Etcetera:
Published: Apr 21, 2012 07:00 PM
Modified: Oct 29, 2012 06:11 PM
In the News & Observers weekly ranking of area high school teams, Cardinal Gibbons is in the top 10 of every sport except softball.
The Crusaders field the Triangles No. 1 team in boys lacrosse, No. 3 in girls lacrosse, No. 6 in baseball and No. 8 in girls soccer.
Last fall, they won another Carolina-6 Conference title in football, another in volleyball and another in boys soccer. They went on to win their second straight 3A NCHSAA state championship in soccer with a 3-1 victory over Charlotte Catholic High School in the tournament final.
All that may be too much of a good thing for Cardinal Gibbons.
N.C. High School Athletic Association member schools are voting on whether Cardinal Gibbons and other parochial schools can stay in the organization.
Chapel Hill and Orange have been in the same 3A conference with Cardinal Gibbons since the NCHSAAs last realignment. But local coaches have not been the source of the push to reconsider parochial membership.
The vote, according to the News & Observer, comes at the request of western schools: Salisbury, West Rowan, East Rowan, South Rowan, North Rowan and China Grove Carson. The NCHSAA constitution requires a membership vote if at least six schools request an item be placed on a ballot.
Ballots are due at the NCHSAAs Chapel Hill offices by Tuesday, when the organization will decide the status of Gibbons, Charlotte Catholic and Kernersvilles Bishop McGuinness.
Since 2005, Gibbons has won 34 NCHSAA state championships; Charlotte Catholic has won 20; and McGuinness has won nine, including the last seven 2A girls basketball titles.
At issue is the fact that parochial schools within the NCHSAA can draw students from outside their respective school districts, even from outside their counties. For example, some Cardinal Gibbons players come from Chapel Hill.
Our students come from a specific area. Theirs do not," says Salisbury High athletic director Joe Pinyin. "Their players can come from anywhere."
Salisbury administrators specifically complained that parochial schools, in addition to unrestricted boundaries, can select only the students they want and can appeal eligibility requirements about transfers to the NCHSAA.
Unstated in the letter, a supposition also exists that Gibbons and others give their student-athletes a high school version of a scholarship.
Some Cardinal Gibbons athletes indeed have received financial assistance in the past, but the school insists that aid has been based strictly on need and refutes that it constitutes athletic scholarships.
Whenever we select a student for an academic scholarship, we make it very clear that they will not be eligible for athletic participation, Jason Curtis, the Gibbons principal, told the News & Observer last week. But assistance has been given on a need-basis by the parish. Weve always abided by the NCHSAA requirements that there be no preferential treatment of athletes."
Nonetheless, that has drawn the scrutiny of the NCHSAA.
To me, it is very clear, NCHSAA commissioner Davis Whitfield told the N&O. If you receive financial aid, you are ineligible for athletics. The school may be in violation."
Even if the NCHSAA administration were to state clearly it found no wrong-doing in the parochial schools aid process, the whole question comes at a poor time for Gibbons, et al. And time is a factor.
No one approached us to discuss any problems or concerns," says Dr. Michael Fedewa, the superintendent of the diocese of Raleigh. "Instead, very suddenly the membership is voting on whether we are to be kicked out of the association.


EXERCISE INSTRUCTIONS → Look at each line below and count those with the word "their"; the answer is that number only.

DATASET CONTENT →
++++++++++

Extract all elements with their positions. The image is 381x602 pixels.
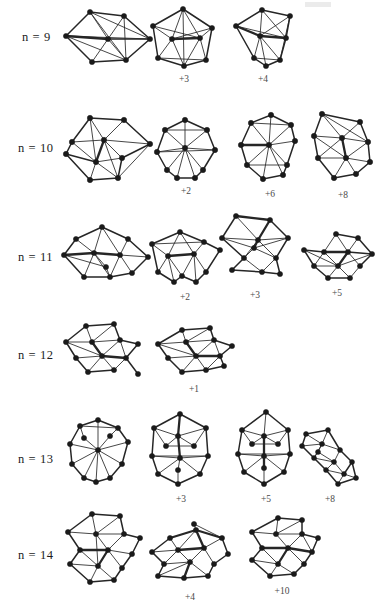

++++++++++

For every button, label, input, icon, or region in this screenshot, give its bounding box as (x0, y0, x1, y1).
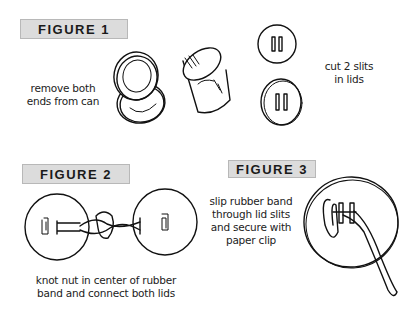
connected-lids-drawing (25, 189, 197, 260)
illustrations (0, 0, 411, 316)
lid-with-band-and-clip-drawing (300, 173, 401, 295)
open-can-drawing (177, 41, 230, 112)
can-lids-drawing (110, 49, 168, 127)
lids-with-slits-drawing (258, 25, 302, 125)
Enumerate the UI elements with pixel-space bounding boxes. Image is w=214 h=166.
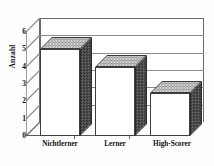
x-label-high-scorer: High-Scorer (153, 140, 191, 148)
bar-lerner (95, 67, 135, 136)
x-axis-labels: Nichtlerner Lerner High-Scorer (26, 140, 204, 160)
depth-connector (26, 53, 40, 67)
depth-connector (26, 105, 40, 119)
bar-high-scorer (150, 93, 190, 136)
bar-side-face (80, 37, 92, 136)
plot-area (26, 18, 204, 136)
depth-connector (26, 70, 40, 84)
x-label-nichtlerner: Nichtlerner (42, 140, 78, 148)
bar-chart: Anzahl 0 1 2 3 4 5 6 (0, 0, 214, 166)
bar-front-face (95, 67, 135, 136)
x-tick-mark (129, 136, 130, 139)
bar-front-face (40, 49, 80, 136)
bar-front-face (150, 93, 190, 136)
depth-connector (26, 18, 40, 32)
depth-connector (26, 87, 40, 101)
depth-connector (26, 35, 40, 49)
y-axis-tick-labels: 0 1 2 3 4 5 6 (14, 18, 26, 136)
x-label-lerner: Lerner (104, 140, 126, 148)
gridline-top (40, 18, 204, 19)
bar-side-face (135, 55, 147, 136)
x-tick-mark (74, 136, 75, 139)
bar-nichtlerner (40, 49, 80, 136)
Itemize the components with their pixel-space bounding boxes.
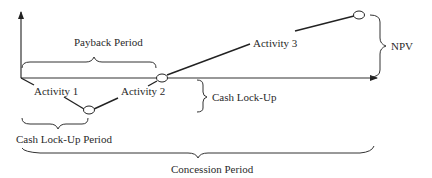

++++++++++

REPLY TO THE EXERCISE → 2